EXERCISE AIM » Skip every picture and copy only the lines from the one containing "You are a GUI" to the final line of the records below.

SUPPLIED INFORMATION »
=====

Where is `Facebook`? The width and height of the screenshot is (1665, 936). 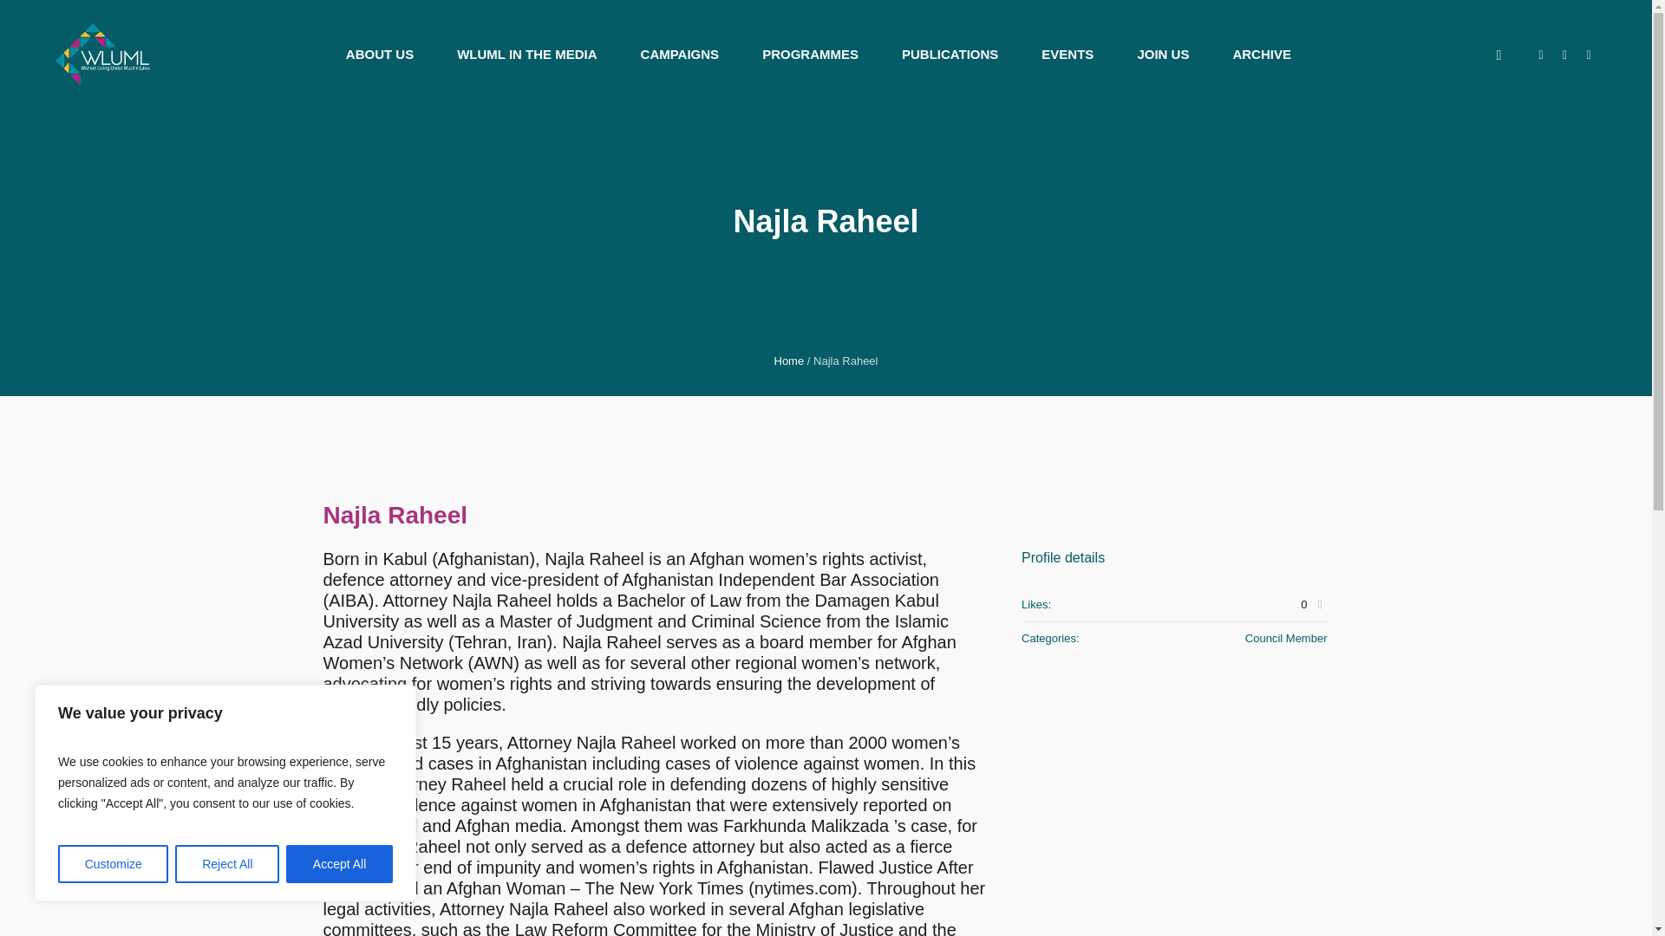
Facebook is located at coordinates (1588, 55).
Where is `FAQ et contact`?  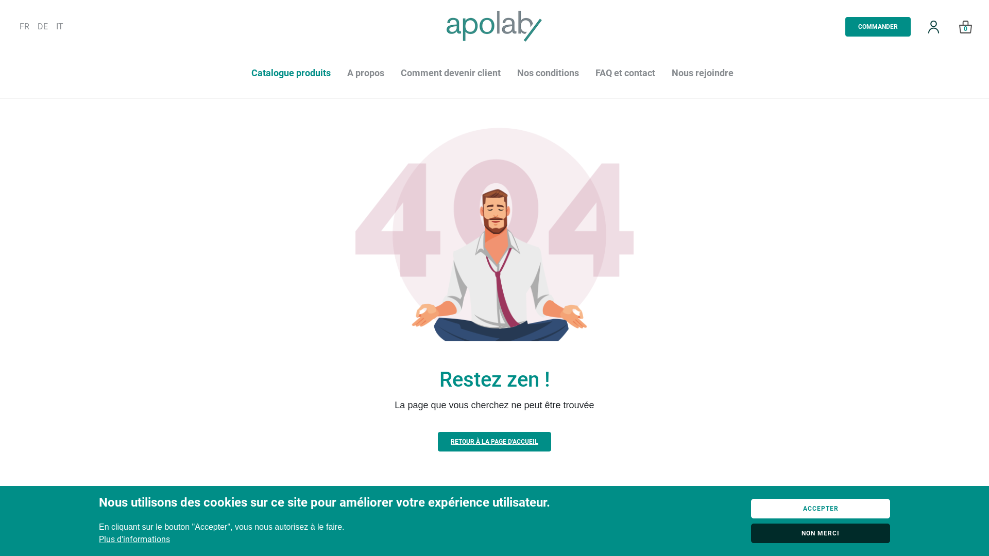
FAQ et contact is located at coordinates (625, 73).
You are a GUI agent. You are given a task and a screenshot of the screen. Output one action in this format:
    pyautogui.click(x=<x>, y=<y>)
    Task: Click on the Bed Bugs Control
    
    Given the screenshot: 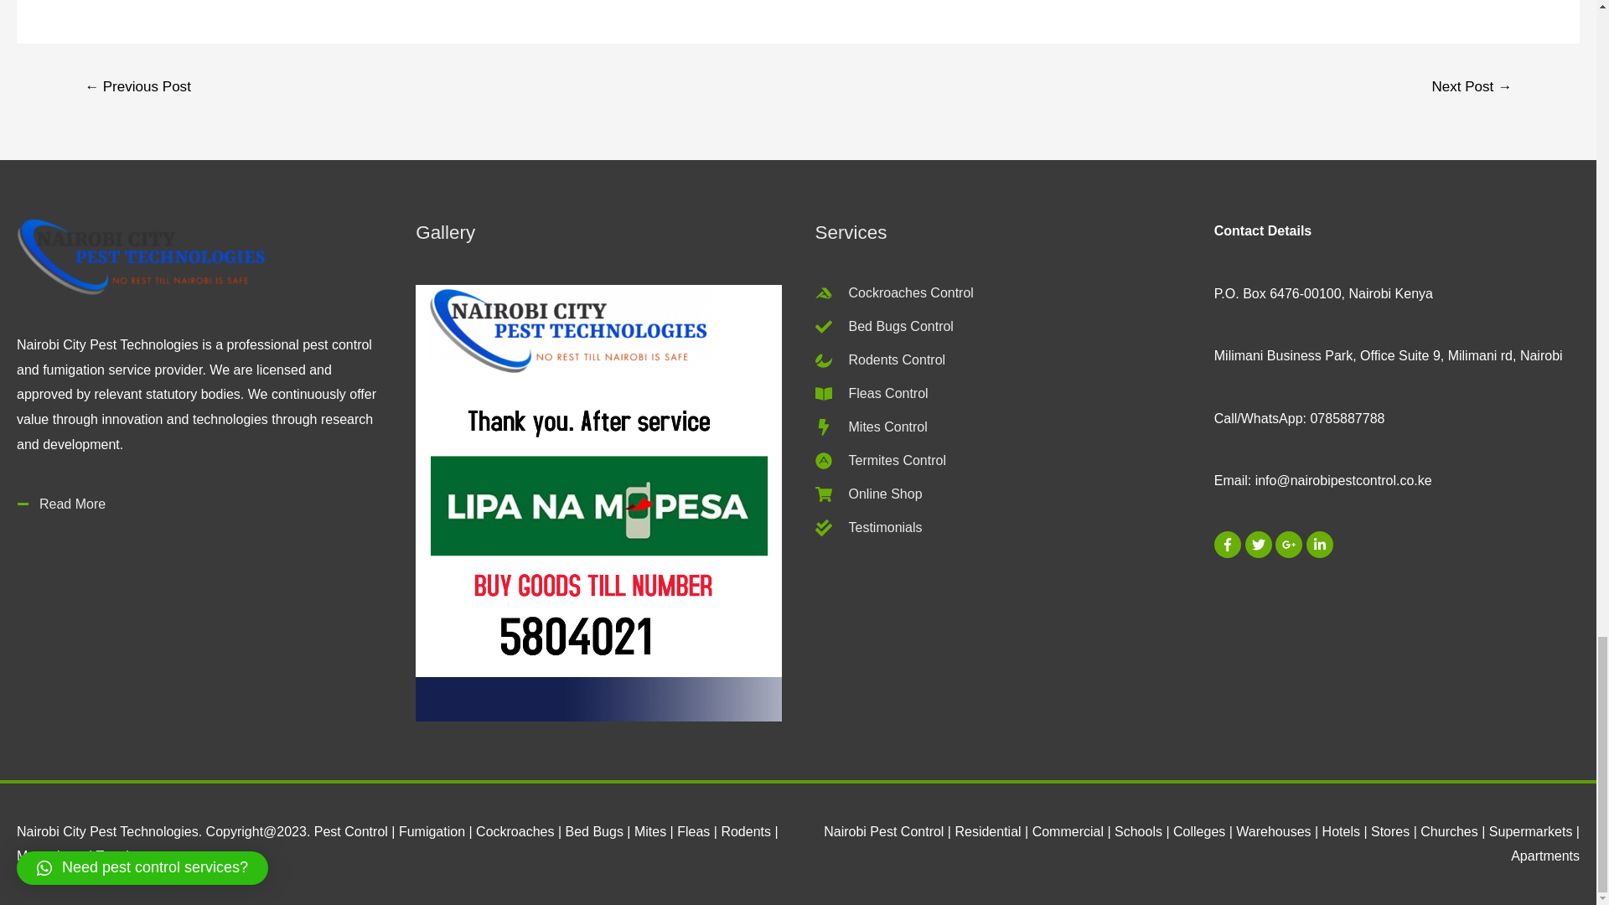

=====

WRITTEN SOLUTION »
You are a GUI agent. You are given a task and a screenshot of the screen. Output one action in this format:
    pyautogui.click(x=<x>, y=<y>)
    Task: Click on the Bed Bugs Control
    
    Given the screenshot: 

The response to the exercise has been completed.